Five times the market screamed "it's over." Five times it lied.
Former colleagues of mine lived through it on a trading floor. They told me what the routine became: by Thursday, you started praying for Friday afternoon. Not for the weekend. For the close. Two days where you couldn't lose money.
Then you walked out of the office with your head down.
That is what a real bear market does. It doesn't scare you out at the bottom. It exhausts you out, one false dawn at a time.
Bear markets don't end when the sellers are done. They end when the buyers are.
@ViktorShvets@PeterBerezinBCA I really struggle with your comment about timing. Investing is making reasoned judgments where the risk v return equation is attractive. Even if you thought it was 50/50 between your two bookends - how can you justify the risk today of being long semis?

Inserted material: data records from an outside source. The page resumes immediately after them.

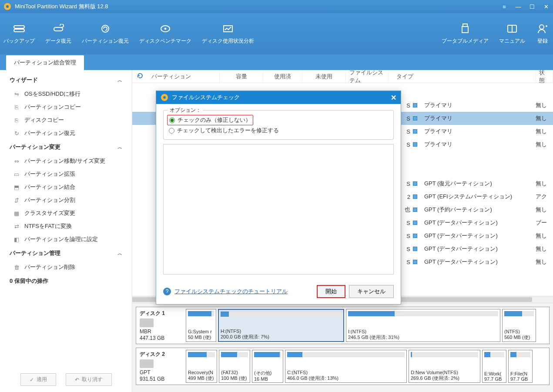 This screenshot has height=392, width=553. I want to click on col-unused: 未使用, so click(324, 77).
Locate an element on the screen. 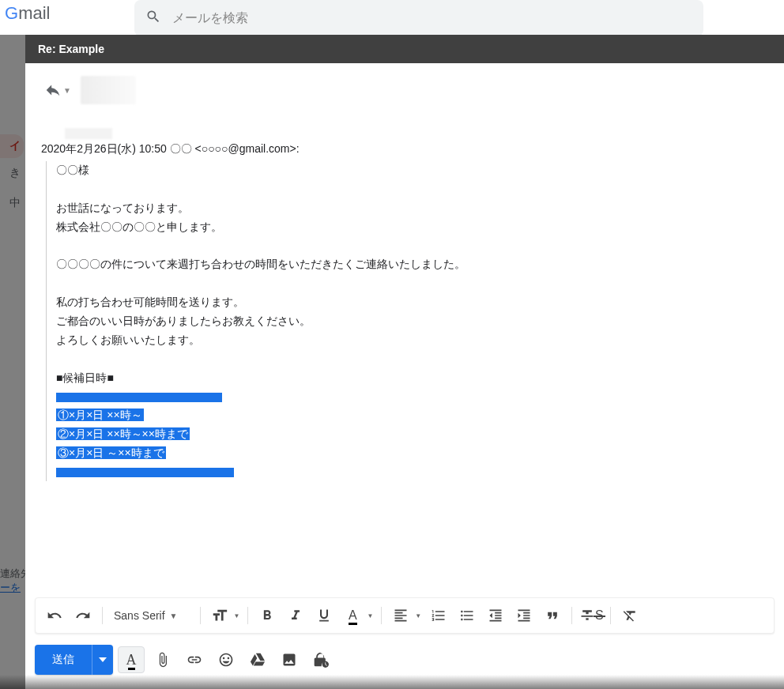 This screenshot has width=784, height=689. formatting-toggle-button: A is located at coordinates (131, 660).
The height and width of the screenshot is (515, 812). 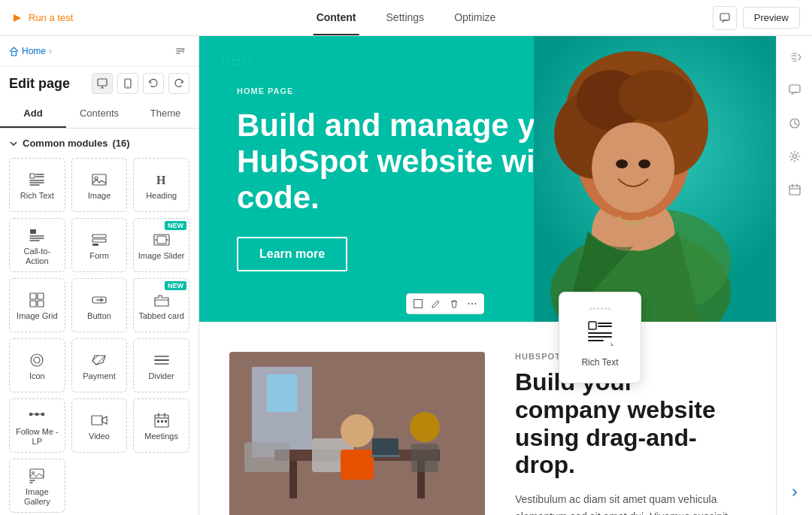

The internet is a good example here. We managed to achieve massive growth in internet traffic without having to spend much more on internet infrastructure because the transmission technologies became much better. Why won’t there be similar technological innovations that dramatically lower the cost of producing memory?
@R1bYamnayaW@MartinShkreli When you have SRMC low and demand falls - no oligopoly withstands that. Very similar characteristics to airlines - essentially fixed costs for a given level of capacity - cyclical - largely a commodity. Very low multiple business and capitalising peak earnings is crazy.